Always supportive and deeply knowledgeable.
Patient, kind, and always approachable.
Creates a welcoming and inclusive environment.
Encourages students to ask questions.
Encourages students to think creatively.
Andy Jackson is Associate Professor in Korean Studies at Monash University in the Faculty of Arts, School of Languages, Literatures, Cultures and Linguistics, where he also directs the Monash University Korean Studies Research Hub. His extensive academic background includes a BA (Hons) in French Language and Literature from the University of Kent (1990), an MSc in Comparative and General Literary Studies from the University of Edinburgh (1992), an MA in Korean Studies (with Special Honours) from Seoul National University (2005), an MSt in Korean Studies from the University of Oxford (2006), a PhD in Korean History from SOAS, University of London (2011), and a Certificate of Higher Education in Film and Media Studies from Birkbeck, University of London (2015). Before entering Korean Studies, Jackson spent fifteen years teaching English as a foreign language and French as a second language in Quebec, Italy, South Korea, Japan, Scotland, Denmark, and England, including training on the DELTA and CELTA certificates. His international career features roles as Korea Foundation Post-doctoral Fellow at the University of Oxford (2011-2012), Postdoctoral Research Fellow and Teaching Associate at SOAS (2011-2013), Assistant Professor (2013-2014) and Associate Professor (2014-2017) in Korean Studies at the University of Copenhagen’s Department of Cross-Cultural and Regional Studies, and since 2017 at Monash, including as Convenor of the Korean Studies Programme (2017-2019).
Jackson’s research specializations encompass Korean history—particularly rebellions, Chosŏn period dynamics, and Chŏlla Province society—North and South Korean screen cultures including cinema, TV, music videos, and online games, popular culture, invented traditions, and transnational cultural flows. Key publications include monographs The Musin Rebellion: Politics and Rebellion in Eighteenth-Century Korea (University of Hawai’i Press, 2016; winner of the 2017 Academy of Korean Studies Korean Studies Promotion Service Book Award) and The Late and Post-Dictatorship Cinephilia Boom and Art Houses in South Korea (Edinburgh University Press, 2024; recipient of the 2024 Republic of Korea Ministry of Education Prize for academic achievement); edited volumes Korean Screen Cultures: Interrogating Cinema, TV, Music and Online Games (Peter Lang, 2016), Invented Traditions in North and South Korea (University of Hawai’i Press, 2021), and The Two Koreas and their Global Engagements (Palgrave Macmillan, 2022); and articles such as “The Punishments of the 1728 Musin Rebellion Leaders” (Korean Studies, 2019) and “Jürgen Hinzpeter and Foreign Correspondents in the 1980 Kwangju Uprising” (International Journal of Asian Studies, 2020). Major awards include the 2025 Prime Minister’s Commendation from the Republic of Korea for contributions to Korean language education and overseas Korean Studies. He has directed two 5-year Core University Grants from the Academy of Korean Studies (2017-2022 and 2023-2028, totaling up to AUD 2.25 million). Jackson founded the annual Korean Screen Culture Conference, organized five international conferences, one workshop, and over 50 academic seminars, and delivers public lectures on topics like the 1980 Kwangju Uprising and North Korean cinema.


- [YOUR GOAL] Check every line of the data and copy the ones where "button" appears.
─── RECORDS SUPPLIED
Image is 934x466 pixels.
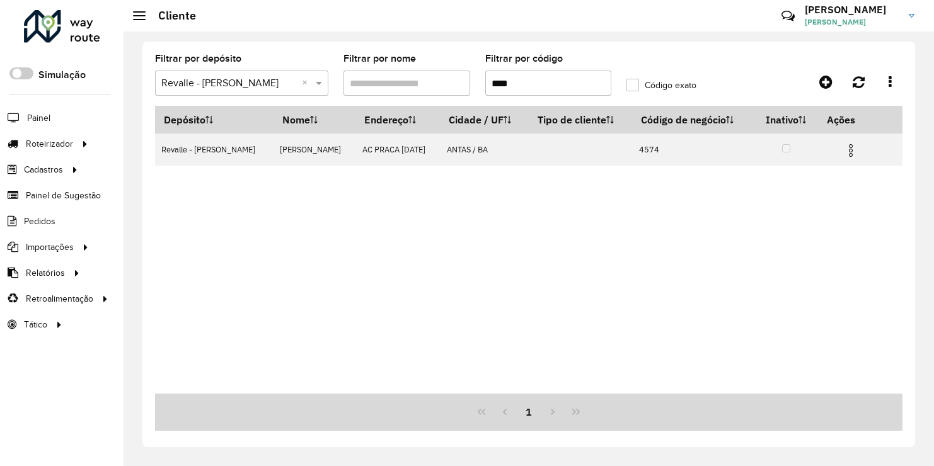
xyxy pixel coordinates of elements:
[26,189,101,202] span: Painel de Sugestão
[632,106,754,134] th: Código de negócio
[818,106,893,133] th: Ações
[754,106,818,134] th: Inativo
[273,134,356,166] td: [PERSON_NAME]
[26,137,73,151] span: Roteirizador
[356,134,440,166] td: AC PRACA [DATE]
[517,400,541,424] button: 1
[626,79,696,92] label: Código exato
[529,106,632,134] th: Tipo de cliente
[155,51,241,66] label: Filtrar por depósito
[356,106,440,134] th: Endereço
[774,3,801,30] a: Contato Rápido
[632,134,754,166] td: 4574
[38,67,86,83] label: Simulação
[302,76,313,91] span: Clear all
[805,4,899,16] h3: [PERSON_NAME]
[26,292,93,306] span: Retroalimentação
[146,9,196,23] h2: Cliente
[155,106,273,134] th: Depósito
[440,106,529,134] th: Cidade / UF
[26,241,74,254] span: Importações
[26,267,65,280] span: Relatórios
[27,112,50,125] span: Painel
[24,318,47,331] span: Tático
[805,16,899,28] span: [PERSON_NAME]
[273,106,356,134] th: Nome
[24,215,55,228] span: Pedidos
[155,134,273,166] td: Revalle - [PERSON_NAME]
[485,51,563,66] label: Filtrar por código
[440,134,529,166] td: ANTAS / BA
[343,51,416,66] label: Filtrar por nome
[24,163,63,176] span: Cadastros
──────
─── RECORDS SUPPLIED
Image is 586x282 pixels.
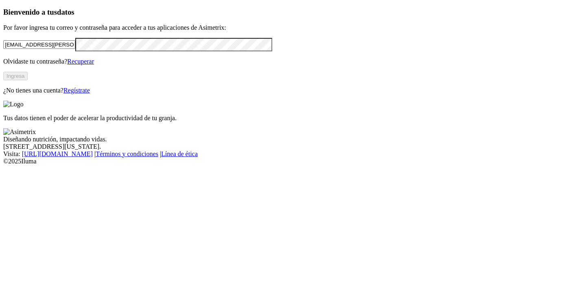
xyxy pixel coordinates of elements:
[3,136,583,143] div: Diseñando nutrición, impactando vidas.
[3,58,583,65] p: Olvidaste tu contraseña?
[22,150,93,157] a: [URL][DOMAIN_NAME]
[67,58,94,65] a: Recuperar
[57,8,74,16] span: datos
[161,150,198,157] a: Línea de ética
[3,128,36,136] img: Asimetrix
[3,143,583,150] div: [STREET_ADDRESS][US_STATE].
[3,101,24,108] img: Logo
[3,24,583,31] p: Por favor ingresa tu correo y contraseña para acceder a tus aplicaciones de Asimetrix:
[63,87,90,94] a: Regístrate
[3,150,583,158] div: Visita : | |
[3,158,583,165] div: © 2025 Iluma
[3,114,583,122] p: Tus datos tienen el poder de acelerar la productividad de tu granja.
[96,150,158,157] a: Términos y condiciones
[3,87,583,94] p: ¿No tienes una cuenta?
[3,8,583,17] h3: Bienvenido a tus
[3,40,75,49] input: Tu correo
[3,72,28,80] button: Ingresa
──────
- [YOUR RESPONSE]
[517,400,541,424] button: 1
[3,72,28,80] button: Ingresa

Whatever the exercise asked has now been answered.